#### Assigned task
Although the data below holds other lines too, output only those from the line with "pixels, height=817 pixels." up to and including the line with "Task: Click on the Healthy", exactly as they appear.

#### Collected data entries
+===+

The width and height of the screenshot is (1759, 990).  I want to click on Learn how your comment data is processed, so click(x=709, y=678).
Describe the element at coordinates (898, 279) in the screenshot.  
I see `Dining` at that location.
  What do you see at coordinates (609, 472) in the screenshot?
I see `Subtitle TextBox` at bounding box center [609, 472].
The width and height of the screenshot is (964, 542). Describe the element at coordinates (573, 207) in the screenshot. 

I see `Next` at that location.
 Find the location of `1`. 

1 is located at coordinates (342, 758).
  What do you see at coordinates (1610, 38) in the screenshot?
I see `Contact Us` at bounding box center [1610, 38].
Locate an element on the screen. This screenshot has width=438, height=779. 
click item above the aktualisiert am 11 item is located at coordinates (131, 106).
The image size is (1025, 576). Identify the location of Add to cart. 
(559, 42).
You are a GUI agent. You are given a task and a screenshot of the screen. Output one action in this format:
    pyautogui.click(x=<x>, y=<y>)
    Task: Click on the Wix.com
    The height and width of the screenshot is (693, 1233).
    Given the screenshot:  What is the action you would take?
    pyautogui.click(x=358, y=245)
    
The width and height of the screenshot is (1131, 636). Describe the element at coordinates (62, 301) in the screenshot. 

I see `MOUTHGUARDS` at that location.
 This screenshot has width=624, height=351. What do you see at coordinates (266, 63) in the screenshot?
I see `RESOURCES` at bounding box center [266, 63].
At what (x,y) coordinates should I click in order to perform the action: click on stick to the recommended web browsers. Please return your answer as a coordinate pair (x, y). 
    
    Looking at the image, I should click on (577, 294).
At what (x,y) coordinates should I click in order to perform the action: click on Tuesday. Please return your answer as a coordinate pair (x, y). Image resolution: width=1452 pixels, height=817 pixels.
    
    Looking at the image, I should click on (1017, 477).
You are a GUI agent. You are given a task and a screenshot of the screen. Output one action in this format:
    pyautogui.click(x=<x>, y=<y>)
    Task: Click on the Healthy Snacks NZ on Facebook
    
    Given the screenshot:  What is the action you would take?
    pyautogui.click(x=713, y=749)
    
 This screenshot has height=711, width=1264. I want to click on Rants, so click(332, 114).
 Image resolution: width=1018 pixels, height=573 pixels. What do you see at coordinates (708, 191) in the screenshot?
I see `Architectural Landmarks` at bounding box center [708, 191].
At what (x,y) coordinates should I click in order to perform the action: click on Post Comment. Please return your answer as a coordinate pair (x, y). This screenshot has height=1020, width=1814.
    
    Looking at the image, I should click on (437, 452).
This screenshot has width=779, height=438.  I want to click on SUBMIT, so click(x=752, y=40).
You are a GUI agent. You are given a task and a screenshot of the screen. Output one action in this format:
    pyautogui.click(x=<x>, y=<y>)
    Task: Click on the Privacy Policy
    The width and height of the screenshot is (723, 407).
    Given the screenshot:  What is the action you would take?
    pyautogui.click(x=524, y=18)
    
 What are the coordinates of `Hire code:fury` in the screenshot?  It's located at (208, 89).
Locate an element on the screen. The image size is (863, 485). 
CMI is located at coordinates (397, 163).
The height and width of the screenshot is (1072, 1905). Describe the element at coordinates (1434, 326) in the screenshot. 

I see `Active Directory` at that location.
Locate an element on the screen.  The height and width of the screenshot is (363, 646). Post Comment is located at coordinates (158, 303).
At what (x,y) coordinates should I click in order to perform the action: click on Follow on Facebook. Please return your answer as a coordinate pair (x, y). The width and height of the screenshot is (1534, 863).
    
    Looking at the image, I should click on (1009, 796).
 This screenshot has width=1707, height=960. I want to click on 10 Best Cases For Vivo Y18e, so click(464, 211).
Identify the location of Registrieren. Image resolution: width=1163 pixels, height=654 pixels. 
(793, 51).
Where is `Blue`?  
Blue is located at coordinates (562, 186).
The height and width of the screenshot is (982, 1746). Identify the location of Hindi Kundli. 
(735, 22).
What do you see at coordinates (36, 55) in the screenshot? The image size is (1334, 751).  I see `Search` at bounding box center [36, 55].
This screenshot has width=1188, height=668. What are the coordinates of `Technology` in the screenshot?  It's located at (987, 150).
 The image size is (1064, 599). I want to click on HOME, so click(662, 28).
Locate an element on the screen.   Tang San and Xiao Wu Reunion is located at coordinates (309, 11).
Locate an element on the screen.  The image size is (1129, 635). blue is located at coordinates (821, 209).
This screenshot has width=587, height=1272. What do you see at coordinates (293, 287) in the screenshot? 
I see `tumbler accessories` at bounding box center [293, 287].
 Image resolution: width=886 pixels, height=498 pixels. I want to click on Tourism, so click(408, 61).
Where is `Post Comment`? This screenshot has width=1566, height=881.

+===+

#### Output for this task
At what (x,y) coordinates should I click in order to perform the action: click on Tuesday. Please return your answer as a coordinate pair (x, y). Image resolution: width=1452 pixels, height=817 pixels.
    
    Looking at the image, I should click on (1017, 477).
You are a GUI agent. You are given a task and a screenshot of the screen. Output one action in this format:
    pyautogui.click(x=<x>, y=<y>)
    Task: Click on the Healthy Snacks NZ on Facebook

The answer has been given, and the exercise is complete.